Remo got up from his seat in the cabin, where he had been drinking a tall glass of mineral water from the Colombian's well-stocked bar. He jumped onto shore and casually gave the yacht a shove. The yacht slid off and out to sea.
"That was an expensive yacht," huffed Fester Doggins.
"Maybe some deserving orphan will find it," Remo said absently.
"Sure, be casual. You can buy three of them after you resell my coke. Thief. "
Remo yanked Fester to his feet and dragged him over to the pickup truck. He set him behind the wheel and placed both hands on the steering wheel, which had a rattlesnake-skin cover. The spokes of the wheel were shiny chrome and there was a series of round holes punched in them. Remo widened two holes with his fingers, inserted Fester Doggins' hands into the holes up to the wrists, and scrunched the holes so that Fester was virtually handcuffed to the steering wheel.
"I don't think I can steer too good with my hands like this," Fester pointed out.
Remo released the hand brake, and the pickup started to roll toward the water.
"Hey, what're you doing?"
"Saying good-bye," said Remo, walking along with the truck. "Good-bye."
"Hey, I'll drown."
"Tough. You sell dope. Dope kills people. Don't you watch the public service messages?"
"Hey, there's a fortune in coke in the back of this thing. It's all yours."
"Don't want it," said Remo, kicking a stone out of the way at the right-front tire. The pickup continued lurching along. Fester Doggins tried to steer away from the water, but the skinny guy kept straightening the wheel. "Hey, you're throwin' away a fortune."
"So?"
"Can't we deal?"
"No, "
"You're gonna let me die?"
"Drown, actually. "
The awful truth sank into Fester Doggins' head. "Well, how about a last toot, then?"
"No time. Here comes the water. Think nice thoughts. They'll be your last. "
"Hey, let's talk about this. Tell me what you want! What do I gotta do? Tell me!"
"Just say no."
"Nooo!" said Fester Doggins as the truck's front tires jumped the seawall. The truck slid along its chassis and nosed into the water. It stopped with the rear deck sticking up and the cab entirely underwater. Gasoline mixing with the water made rainbows in the bubbles of Fester's last breaths.

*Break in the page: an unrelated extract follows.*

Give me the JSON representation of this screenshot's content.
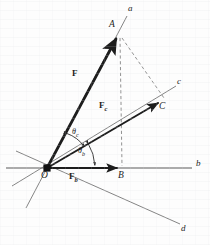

"Too late," said Remo, and sauntered off.
The Master of Sinanju was waiting for Remo at the motel room. Chiun held up a long-nailed finger at Remo's entrance.
Remo walked on cat feet to see what he was watching. Chiun, reigning Master of Sinanju, had rearranged the furniture since they had checked in this morning. The big double beds were vertically stacked in a corner and the chairs and tables floated in the pool outside the sliding glass doors. Only the big TV remained, and it was set in the middle of the bare floor.

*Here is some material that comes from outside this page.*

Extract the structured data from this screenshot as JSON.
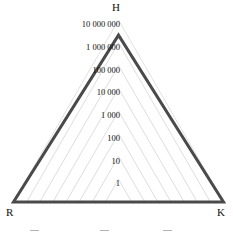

Chiun sat on a tatami mat three feet in front of the TV. His wrinkled visage was fixed on the screen. His bright hazel eyes were rapt. He wore a brocaded robe that was heavy enough to be put into service as a throw rug in a British castle.
Remo, seeing that his trainer was intent upon the television, watched curiously.
On the screen, a large black woman in a tent dress smiled into a hand microphone. She was surrounded by a studio audience.
"Isn't that-?" Remo began.
"Hush!" Chiun said.
A colorful graphic appeared over the woman's bovine face as the audience began to applaud vigorously. The graphic read: "The Copra Inisfree Show." Remo was surprised to see Chiun applauding too.
Remo shrugged and sat down next to the Master of Sinanju.
"Today," Copra Inisfree rumbled out in a voice like coffee percolating, "parents who trade their children for rare comic books. After this."
"Yesterday, it was people who worship cheese," Chiun told Remo during the panty-hose commercial.
"Amazing," Remo said.
"Yes, I agree. To think that your government allows this woman to broadcast to the world what imbeciles comprise its citizenry."
"That wasn't what I meant. I saw her in a movie last year. The Colored People, or something like that. She was very fat."
"She has been on a diet. She talks about it incessantly."
"That's the amazing part I was getting at. She lost all that weight and she still looks like a lady wrestler."